I steamed off and dove into everything I could lay my hands on, I made more of Fizzle.com, more of CMA and took Jessica Abels course.
At the end of 2018, my head was like Neo in the Matrix after he knows Kungfu and before he can stop bullets.
I had steady money coming in and was sure I’d make more money in November than Tony Montana at the end of Scarface.
None of that happened, I’d done all the work and all the planning but had not ‘done the work’.
I had not connected with what I was trying to sell people, I was smelling a little-entitled thought if I repackage everything I knew people would buy it.
I was trying to be someone and something else and had more than one robust conversation with people close to me about what the fuck was I thinking?
It’s not that tough
I need to put this in context when I have tough conversations these days, they are about getting to the best stuff I can do, about getting shit out of the way and being focused like a Navy SEAL skydiving and opening their parachute at the last possible moment.
I’m at the point of fine tuning and listening hard for what needs to be done, not what I or they ‘think needs to be done’.
And this is hard work, delightfully hard work as if I am not awake I slip into autopilot and let myself and other people get away with things.
A good punch in the face from my coworking crew, CMA squad and on Monday mornings in the12 Week Year WAM with Karen stops me thinking the sun shines out of my arse and flags up where I’m coming up short.
No One Wants To Blog
At the end of 2018, I knew I did not want to go back to working on UpWork, and my ‘Blogging for coworking spaces’ concept was dead in the water.
While at a workshop with Marcus Sheridan and Chris Marr in Edinburgh I was doing my speaking bit and being coached on stage by Marcus,
I was blocked and fudging my words, but I was ok with that.
It was life, and I’d signed up to get my head out of my arse in a trusted environment.
When I mumbled something about blogging Marcus said no one ever asks to hire him to teach them blogging, they hire him for storytelling.

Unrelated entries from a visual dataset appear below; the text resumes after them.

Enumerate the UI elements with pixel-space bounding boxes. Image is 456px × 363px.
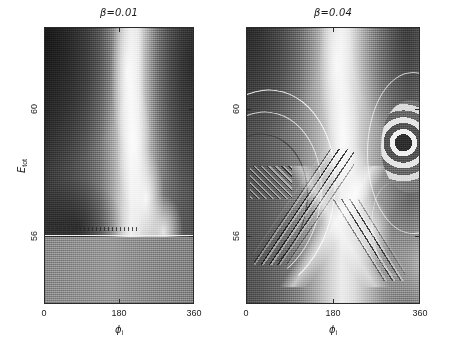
ytick-label-56-left: 56 xyxy=(29,231,39,241)
xtick-label-0-right: 0 xyxy=(243,308,248,318)
axis-title-y-left: Etot xyxy=(16,158,28,172)
xtick-180-top-left xyxy=(119,28,120,32)
xtick-label-180-left: 180 xyxy=(111,308,126,318)
axis-title-x-left: ϕi xyxy=(115,324,123,336)
ytick-60-rightedge-right xyxy=(415,109,419,110)
ytick-56-right-left xyxy=(189,236,193,237)
plot-area-left xyxy=(44,27,194,304)
figure-canvas: β=0.01 xyxy=(0,0,456,363)
ytick-60-left xyxy=(45,109,49,110)
axis-title-x-right: ϕi xyxy=(329,324,337,336)
ytick-60-right-left xyxy=(189,109,193,110)
dither-grain-left xyxy=(45,28,193,303)
xtick-180-right xyxy=(333,299,334,303)
xtick-180-top-right xyxy=(333,28,334,32)
xtick-label-360-left: 360 xyxy=(186,308,201,318)
ytick-56-left xyxy=(45,236,49,237)
panel-beta-0-04: β=0.04 xyxy=(246,27,420,304)
ytick-56-right xyxy=(247,236,251,237)
plot-area-right xyxy=(246,27,420,304)
panel-title-left: β=0.01 xyxy=(44,7,194,18)
panel-title-right: β=0.04 xyxy=(246,7,420,18)
ytick-label-60-left: 60 xyxy=(29,104,39,114)
dither-grain-right xyxy=(247,28,419,303)
xtick-label-0-left: 0 xyxy=(41,308,46,318)
ytick-label-56-right: 56 xyxy=(231,231,241,241)
xtick-label-180-right: 180 xyxy=(325,308,340,318)
panel-beta-0-01: β=0.01 xyxy=(44,27,194,304)
ytick-label-60-right: 60 xyxy=(231,104,241,114)
ytick-60-right xyxy=(247,109,251,110)
ytick-56-rightedge-right xyxy=(415,236,419,237)
xtick-label-360-right: 360 xyxy=(412,308,427,318)
xtick-180-left xyxy=(119,299,120,303)
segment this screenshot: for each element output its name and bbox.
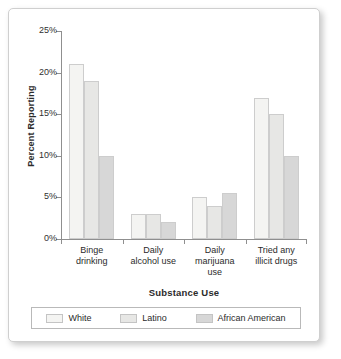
legend-label: Latino (142, 313, 167, 323)
x-axis-category-label: Dailyalcohol use (123, 245, 185, 267)
x-axis-title: Substance Use (61, 287, 307, 298)
x-axis-category-label: Dailymarijuanause (184, 245, 246, 278)
bar (284, 156, 299, 239)
bar (192, 197, 207, 239)
bar (207, 206, 222, 239)
bar (269, 114, 284, 239)
bar (146, 214, 161, 239)
bar-group (61, 31, 123, 239)
legend-entry: Latino (120, 313, 167, 323)
legend-swatch (196, 314, 213, 323)
x-axis-category-label-line: Binge (61, 245, 123, 256)
x-axis-category-label-line: use (184, 267, 246, 278)
x-axis-category-label: Bingedrinking (61, 245, 123, 267)
legend-label: African American (218, 313, 286, 323)
bar (161, 222, 176, 239)
x-axis-category-label-line: Daily (184, 245, 246, 256)
figure-card: Percent Reporting 0%5%10%15%20%25% Binge… (8, 8, 320, 342)
bar-group (123, 31, 185, 239)
x-axis-category-label: Tried anyillicit drugs (246, 245, 308, 267)
legend-swatch (46, 314, 63, 323)
bar (131, 214, 146, 239)
x-axis-tick-mark (61, 239, 62, 244)
bar (84, 81, 99, 239)
x-axis-tick-mark (246, 239, 247, 244)
legend-swatch (120, 314, 137, 323)
bar-group (184, 31, 246, 239)
plot-area: 0%5%10%15%20%25% BingedrinkingDailyalcoh… (61, 31, 307, 239)
bar-chart: Percent Reporting 0%5%10%15%20%25% Binge… (9, 9, 320, 342)
chart-legend: WhiteLatinoAfrican American (31, 307, 301, 329)
legend-label: White (68, 313, 91, 323)
x-axis-tick-mark (184, 239, 185, 244)
y-axis-title: Percent Reporting (26, 66, 36, 186)
x-axis-category-label-line: alcohol use (123, 256, 185, 267)
legend-entry: White (46, 313, 91, 323)
y-axis-tick-label: 5% (44, 191, 57, 201)
x-axis-category-label-line: Tried any (246, 245, 308, 256)
y-axis-tick-label: 10% (39, 150, 57, 160)
y-axis-tick-label: 20% (39, 67, 57, 77)
y-axis-tick-label: 25% (39, 25, 57, 35)
x-axis-category-label-line: illicit drugs (246, 256, 308, 267)
bar (222, 193, 237, 239)
legend-entry: African American (196, 313, 286, 323)
bar-group (246, 31, 308, 239)
x-axis-tick-mark (123, 239, 124, 244)
y-axis-tick-label: 15% (39, 108, 57, 118)
bar (69, 64, 84, 239)
x-axis-category-label-line: marijuana (184, 256, 246, 267)
y-axis-tick-label: 0% (44, 233, 57, 243)
x-axis-tick-mark (306, 239, 307, 244)
x-axis-category-label-line: Daily (123, 245, 185, 256)
x-axis-category-label-line: drinking (61, 256, 123, 267)
bar (99, 156, 114, 239)
bar (254, 98, 269, 239)
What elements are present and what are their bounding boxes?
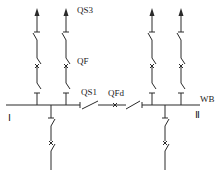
- label-qs3: QS3: [77, 5, 94, 15]
- label-section-2: Ⅱ: [195, 109, 200, 120]
- outgoing-feeder-1: [33, 8, 41, 105]
- label-qs1: QS1: [81, 87, 97, 97]
- outgoing-feeder-4: [177, 8, 185, 105]
- label-wb: WB: [200, 94, 215, 104]
- label-qf: QF: [77, 56, 89, 66]
- incoming-feeder-2: [162, 105, 169, 170]
- incoming-feeder-1: [48, 105, 55, 170]
- outgoing-feeder-2: [62, 8, 70, 105]
- single-line-diagram: QS3 QF QS1 QFd WB Ⅰ Ⅱ: [0, 0, 220, 180]
- bus-tie: [80, 101, 142, 109]
- outgoing-feeder-3: [148, 8, 156, 105]
- label-section-1: Ⅰ: [8, 112, 11, 123]
- label-qfd: QFd: [108, 88, 125, 98]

No one wants to learn how to write blogs for their website, even though it is one of the best things you can do.
Which explained why everyone I talked to about blogging, even smart people glazed over.
The Emotional Cycle Of Change
I went into a little tailspin, wondered what I would put on my website now?
I seized up, I’d got to the end of 2018, and it was all meant to be working now.
It was working it was working better than ever, I remembered that all that was happening was that I was going through the emotional cycle of change.
This is a crucial concept into the 12 Week Year Book.
Devised by Kelly and Conners in 1979 it outlines the dip you get after the excitement of starting and how we get stopped.
I was stopped, but I knew how to handle it, I kept writing, reading and meditating,
Then without me really doing anything new projects started to roll in for January 2019, I chilled out a little bit more.
Slowing down to speed up.
I looked back over my shoulder and the pitiful amount of articles I’d posted on my website, my amazingly well-built site (thanks Hector) and all the work I’d done on myself.
I’d also joined the ‘Make Your Mark Online’ group to learn how to use my WordPress website once and for all.
I started to understand that I was playing well within my comfort zone, and while my head hurt from everything I’d done in 2018 it was a brilliant and thriving hurt.
At no point had I learnt something I did not think I could do, it all built on stuff I’d read about or worked in before.
It occurred to me what I could do if I really put my mind to it and did something.
So I went to Argentina for three weeks knowing I had work when I got back and did absolutely nothing for three weeks.
It was the first time I had stopped, unplugged and woken up with nothing to do for years.
I was going to let everything settle and be ready to rumble in 2019.